Henry A. Wallace

33rd vice president of the United States
verifiedCite
While every effort has been made to follow citation style rules, there may be some discrepancies. Please refer to the appropriate style manual or other sources if you have any questions.
Select Citation Style
Feedback
Corrections? Updates? Omissions? Let us know if you have suggestions to improve this article (requires login).
Thank you for your feedback

Our editors will review what you’ve submitted and determine whether to revise the article.

Also known as: Henry Agard Wallace
Quick Facts
In full:
Henry Agard Wallace
Born:
October 7, 1888, Adair county, Iowa, U.S.
Died:
November 18, 1965, Danbury, Connecticut (aged 77)
Also Known As:
Henry Agard Wallace
Founder:
Progressive Party
Political Affiliation:
Democratic Party
Progressive Party
Role In:
New Deal

Henry A. Wallace (born October 7, 1888, Adair county, Iowa, U.S.—died November 18, 1965, Danbury, Connecticut) was the 33rd vice president of the United States (1941–45) in the Democratic administration of Franklin D. Roosevelt. He epitomized the “common man” philosophy of the New Deal Democratic Party. He shaped the administration’s controversial farm policy throughout the 1930s but broke with the party in 1946 on foreign relations.

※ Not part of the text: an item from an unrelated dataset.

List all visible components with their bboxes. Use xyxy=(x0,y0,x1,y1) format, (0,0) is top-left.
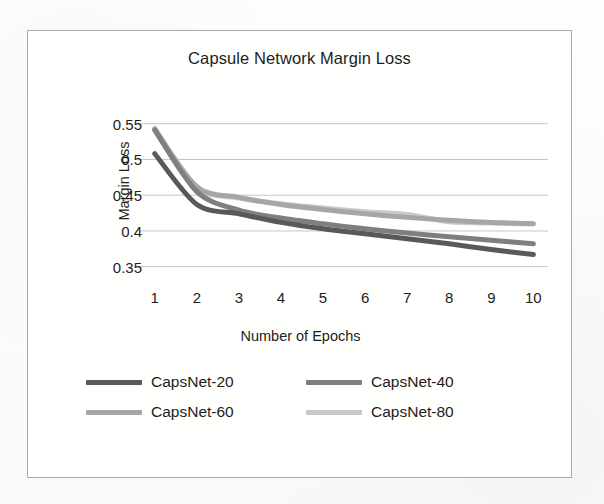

Wallace was the son of Henry Cantwell Wallace, secretary of agriculture under Warren G. Harding, and May Brodhead. After graduating from Iowa State College in 1910, Wallace worked for Wallace’s Farmer, a magazine founded by his father and grandfather, becoming its editor in 1921. An agricultural expert, his experiments with higher-yielding corn strains resulted in major advances in plant genetics, which he later developed into a highly profitable hybrid-corn business.

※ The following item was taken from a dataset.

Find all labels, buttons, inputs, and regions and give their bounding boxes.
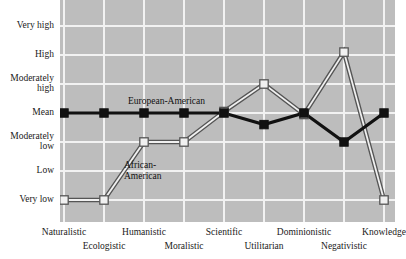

Although his family had consistently supported the Republican Party, Wallace broke with the party in 1928 over its highly protectionist tariff policies. Later he joined the Democratic Party, and his extensive familiarity with farming, combined with his success in delivering “conservative Iowa” to the “radical New Deal” in the 1932 national elections, made him a natural choice for secretary of agriculture (1933–40) during Roosevelt’s first two terms. As agriculture secretary he formulated and administered New Deal legislation (especially the Agricultural Adjustment Act of 1933) designed to raise and stabilize farm prices, conserve soil, store reserves, and control production.

As vice president during Roosevelt’s third term (1941–45), Wallace became the president’s goodwill ambassador to Latin America and traveled in Siberia and China. When the United States entered World War II, he assumed many additional emergency duties, especially in national economic affairs.

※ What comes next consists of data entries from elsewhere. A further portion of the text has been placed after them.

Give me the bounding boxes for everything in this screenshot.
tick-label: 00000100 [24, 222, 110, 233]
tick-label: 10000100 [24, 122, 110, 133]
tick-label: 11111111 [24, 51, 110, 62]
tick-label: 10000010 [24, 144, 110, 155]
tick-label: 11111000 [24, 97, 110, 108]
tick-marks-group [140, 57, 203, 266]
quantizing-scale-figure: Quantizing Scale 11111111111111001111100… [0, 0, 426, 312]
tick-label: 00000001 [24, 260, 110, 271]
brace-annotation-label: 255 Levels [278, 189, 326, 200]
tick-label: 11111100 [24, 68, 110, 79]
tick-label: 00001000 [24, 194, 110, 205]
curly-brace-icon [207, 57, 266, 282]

Party conservatives—especially Southerners—opposed Wallace’s renomination to the vice presidency in 1944, and he was replaced on the ticket by Senator Harry S. Truman. Wallace served as secretary of commerce for the next two years, but his growing public dissatisfaction with the Truman administration’s hard-line Cold War policy toward the Soviet Union led to his dismissal from the cabinet in 1946. He became editor of the liberal weekly The New Republic (1946–47) and then left to help form the new left-wing Progressive Party. In his 1948 campaign as the Progressive’s presidential nominee, in which he received more than one million votes, Wallace advocated closer cooperation with the Soviet Union, United Nations administration of foreign aid, and arms reduction. Later he broke with the Progressives and returned to private life.

Wallace was a prolific writer whose works included America Must Choose (1934), The Century of the Common Man (1943), Sixty Million Jobs (1945)—in which he called for governmental action to supplement private enterprise—and The Long Look Ahead (1960).

The Editors of Encyclopaedia Britannica This article was most recently revised and updated by Mindy Johnston.